Neil was generous with his time. He broke off a dozen projects of his own to offer encouragement to others just starting on their careers.
He lived his politics with all his heart and soul. I’ll miss you, Neil.”
–David Renton, author of The New Authoritarians
***
“I only knew Neil for a short time but he had a big impact on me. He was such a fine person.”
–Joe Allen, author of The Package King
***
“Of all the minds I've met, Neil's was perhaps the most brilliant, with an astonishing grasp of so many subjects. He was the real deal: a true working-class intellectual who added immensely to our understanding of the world, and to our struggles to change it.
He was also, always, extraordinarily kind and generous with his time. In its own way, the degree to which he was so down to earth and unpretentious just increased my awe of him.
It seems like only yesterday, and also an impossibly long time ago, that we talked about the many projects he was working on. Over the course of the next months and years, Haymarket and his other publishers will work to bring those to fruition. He contributed an extraordinary amount, and still had so much left to write.”
–Duncan Thomas, Haymarket staff
***
“It is with great sadness that we report the death of our comrade, friend, and contributor Neil Davidson. We cannot even begin here to acknowledge the political, intellectual and personal inspiration that Neil gave both to Salvage and the wider Marxist Left. A fuller accounting of his enormous contribution will feature in a forthcoming issue. In the meantime, we honour Neil and give our gratitude for having had him as a comrade and friend by reposting these articles: one, by Neil himself from the very first issue of Salvage, and another, an interview with George Souvlis, that gives a measure of the breadth of Neil’s intellectual and political commitments as well as his profound humanity.”
–Salvage Editorial Collective
***
“I read everything Neil wrote on neoliberalism and contemporary "populism" and found it all so bracing and so refreshing; I watched him keep alive that writhing spirit of insubordination when he refused to make apologies for the EU or to sugar-coat Brexit nationalism, while most of the left chose one of those two awful sides.
On every page of his there was patience and dedication, the view that the world is complicated and we have to understand it much better and to be much more serious about turning it upside down.
His felt like a mind that wanted to be free, that wanted everyone to be free, and that would not settle for less. I never quite found that anywhere except in socialist politics. And there I found it so often, it overflowed.”
–Barnaby Raine
***
“Neil exhibited not a trace of pretension or arrogance. He was incredibly kind, supportive, and generous toward junior scholars like myself, treating me as his equal.

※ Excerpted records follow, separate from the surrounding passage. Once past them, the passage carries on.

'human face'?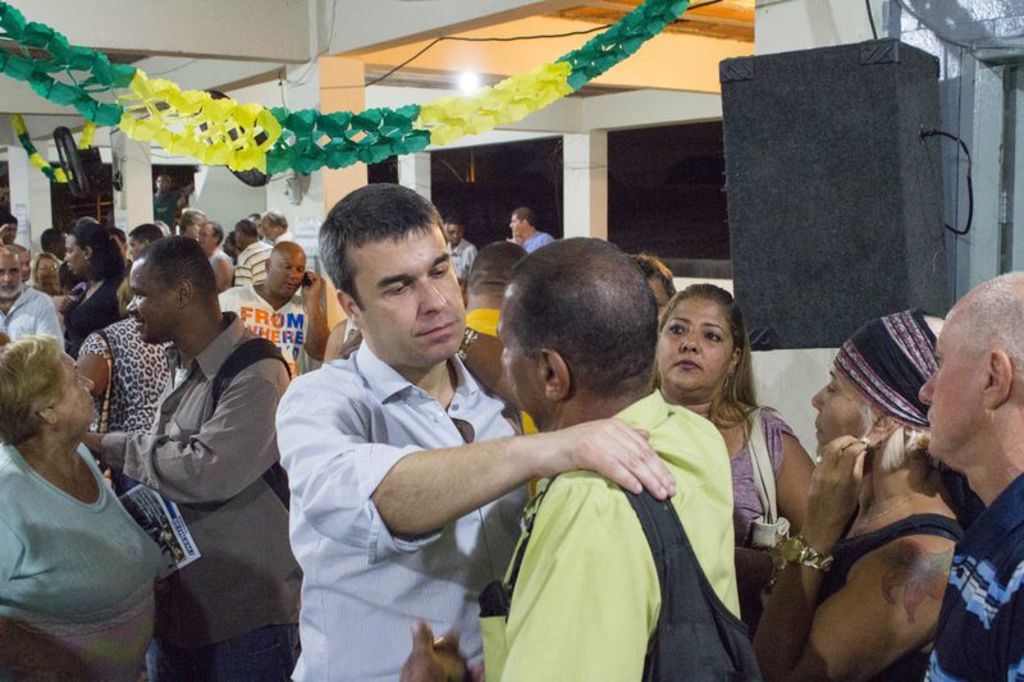
x1=42 y1=256 x2=59 y2=284
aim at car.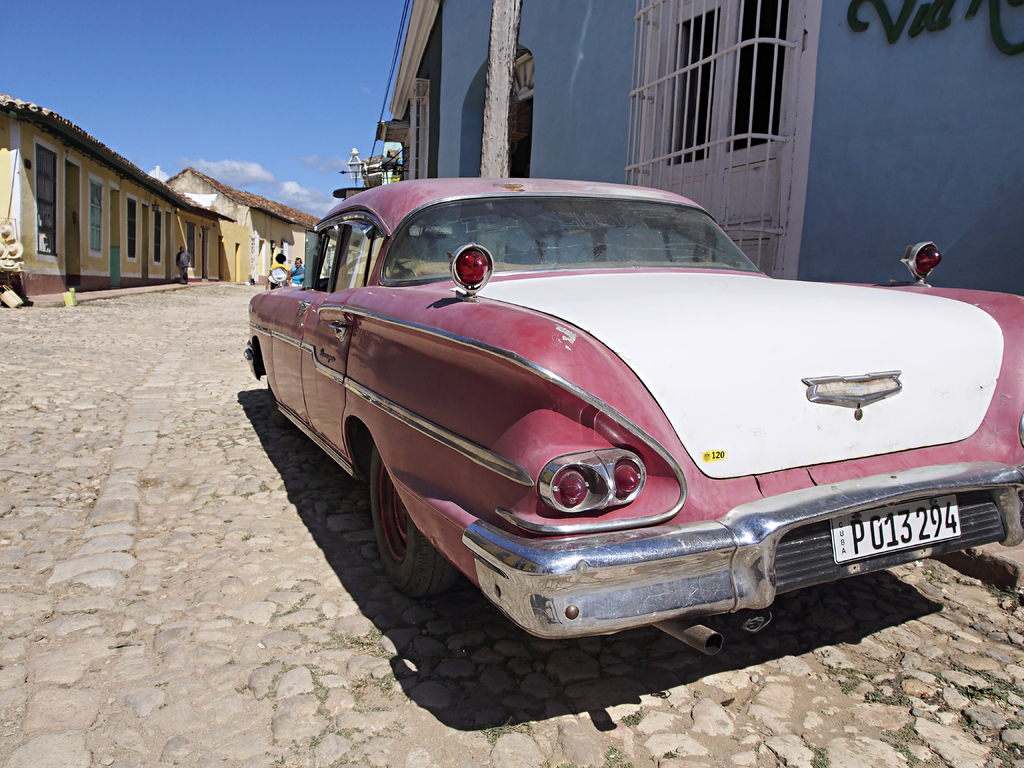
Aimed at <region>246, 178, 1023, 660</region>.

I can honestly say that, had it not been for Neil, I would not have been able to write the book that I did, and maybe not at all. It's just tragic to me that he died only a few months after it was published. I wish I could have returned his incredible generosity in kind.
Rest in peace, Neil. Thank you for everything.”

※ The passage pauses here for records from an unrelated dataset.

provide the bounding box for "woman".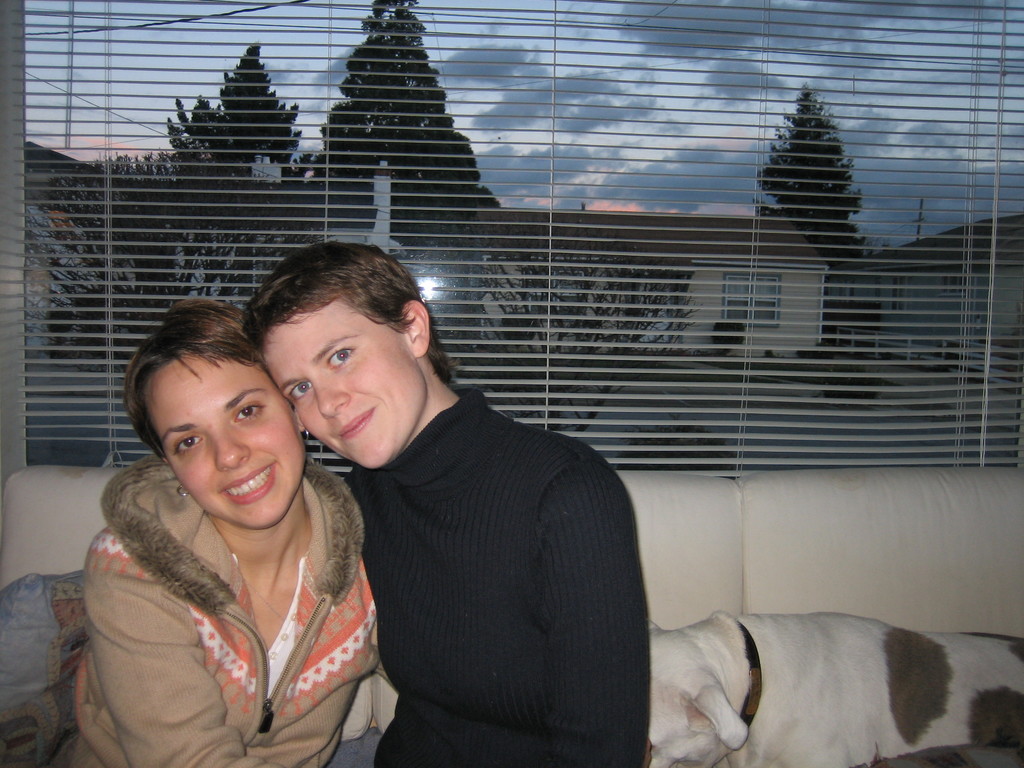
[51,294,393,766].
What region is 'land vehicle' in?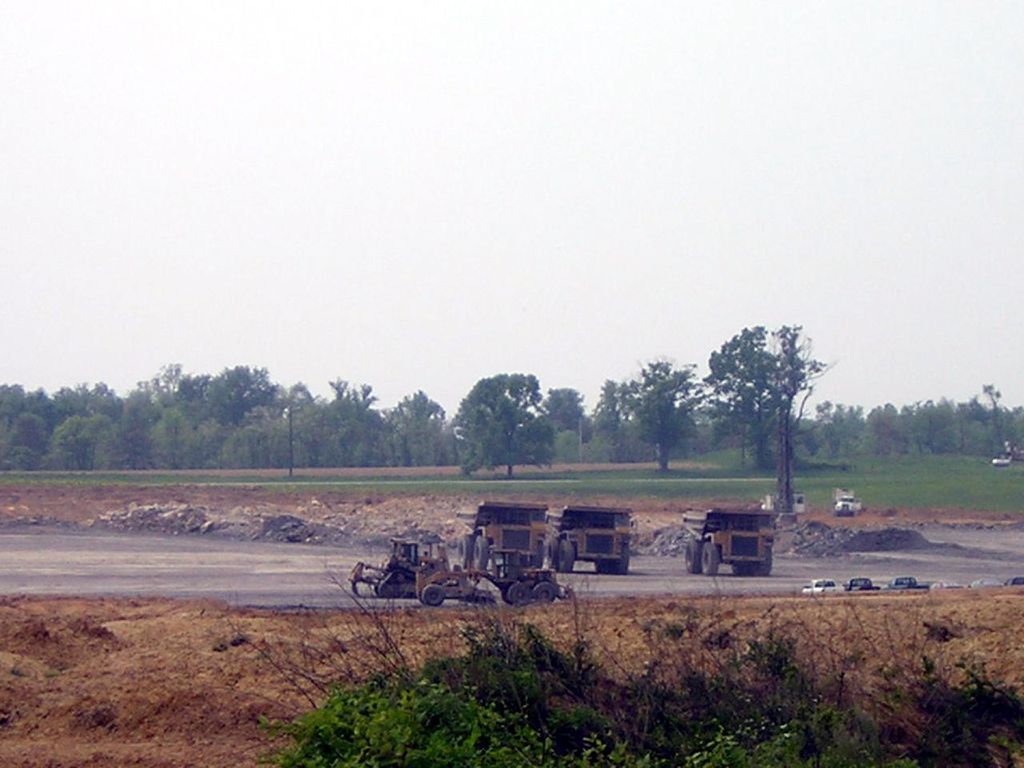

–Jason Hannan, author of Ethics Under Capital
***
“Neil was exceptionally intelligent, but never lorded it over you in political discussions, even when you were bringing a lot less knowledge to the table. He was incredibly open in his approach to debate and always struck me as deeply thoughtful in how he communicated. Even when speaking from a podium, it felt like he was having a conversation with the room, rather than lecturing us from on high.
If we had more Neils in our movement, we'd have more socialists in the country. All my thoughts with those closest to him.”